There are books that one reads over and over again, books that become part of the furniture of one’s mind [my emphasis] and alter one’s whole attitude to life, books that one dips into but never reads through, books that one reads at a single sitting and forgets a week later…

How do you value these different experiences? He decides to avoid this tricky problem and just estimate what it costs to treat reading as simple entertainment, so he divides the average price of a book by the average time it takes to read one and discovers that this cost compares favourably with going to the cinema. And of course, he says, if you bought second hand books or borrowed them, the cost of reading would compare even more favourably.

Finally, he presents the rough estimate that only 3 books are bought per person per year in Britain. A woeful situation he says in a society which is nearly 100% literate. And his conclusion?

…let us admit that it is because reading is a less exciting pastime than going to the dogs, the pictures or the pub, and not because books, whether bought or borrowed, are too expensive.
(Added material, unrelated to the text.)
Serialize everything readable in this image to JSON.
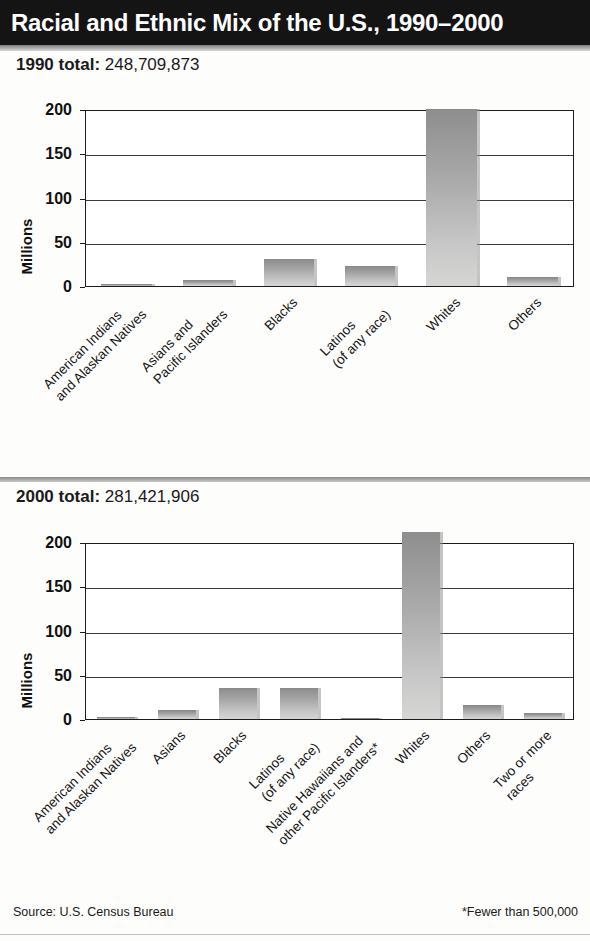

Thanks to George Orwell, next time I go to buy that case of wine, I see that I will have to stop and think about whether I should buy a few books instead!

More on blogging, images and copyright

Courtesy of Uncommon Depth at flickr (using Creative Commons Licence)

Courtesy of Uncommon Depth at flickr (using Creative Commons Licence)

Those of you who have read my very early posts will know that copyright on images is an important issue for me – it’s why I often don’t have a lot of images on my posts, much as I’d like to. I’m sure that it won’t be long before the whole copyright situation is blown sky high but, until it does, I’m erring on the side of caution.

Today I was sent two links concerning a controversy at Wikipedia regarding the uploading there of images from the National Portrait Gallery in London. Apparently the Gallery has threatened legal action on a Wikipedian who uploaded onto Wikipedia over 3000 public domain images from the Gallery. The Gallery claims that while the original images are in public domain, their scans are protected by copyright. This is just one of their claims. It is all explained in an edition of Wikipedia’s magazine Signpost.

Another Signpost edition comprises an open letter written by three administrators to the Wikipedia community. It explains the reasoning behind Wikipedia’s philosophy while also recognising where institutions like the Gallery are coming from. It gives examples of other more positively negotiated solutions to the problem. A basic issue is that cultural institutions spend a lot of money preserving and storing their collections, and never have enough funding to do all they need to do. Many supplement their incomes by charging fees for commercial use of their images. Often, in the case of public domain images, they call this fee a “preservation” or “handling” fee. In our new digital world, many institutions are starting to free up non-commercial use of low-resolution images and I have myself obtained permission to upload low resolution images onto Wikipedia. However, the Wikipedian in question downloaded high resolution images from the National Portrait Gallery…a whole new ball-game.

You can see the challenge. The world is full of institutions holding immense and rich collections of material that the rest of us would like to access. These institutions are caught in a bind – the digital world exponentially increases their ability to provide access to their collections but it also hugely increases the risk of non-approved or even illegal use of their collections. And, the rights issue is a complex one. We users are not always aware, when looking at an image, what is in copyright and what isn’t. The issue is further complicated by the fact that we live in a global world but we do not have global copyright laws … I am regularly frustrated in my hunt for images by there being no statement anywhere concerning rights.

They might be juggernauts, but it is organisations like Wikipedia, Google and Flickr which are likely to push the issue to a conclusion. We all know a picture tells a thousand words … and we now have the technology to achieve it. All we need is for our rules and laws to catch up with the technology.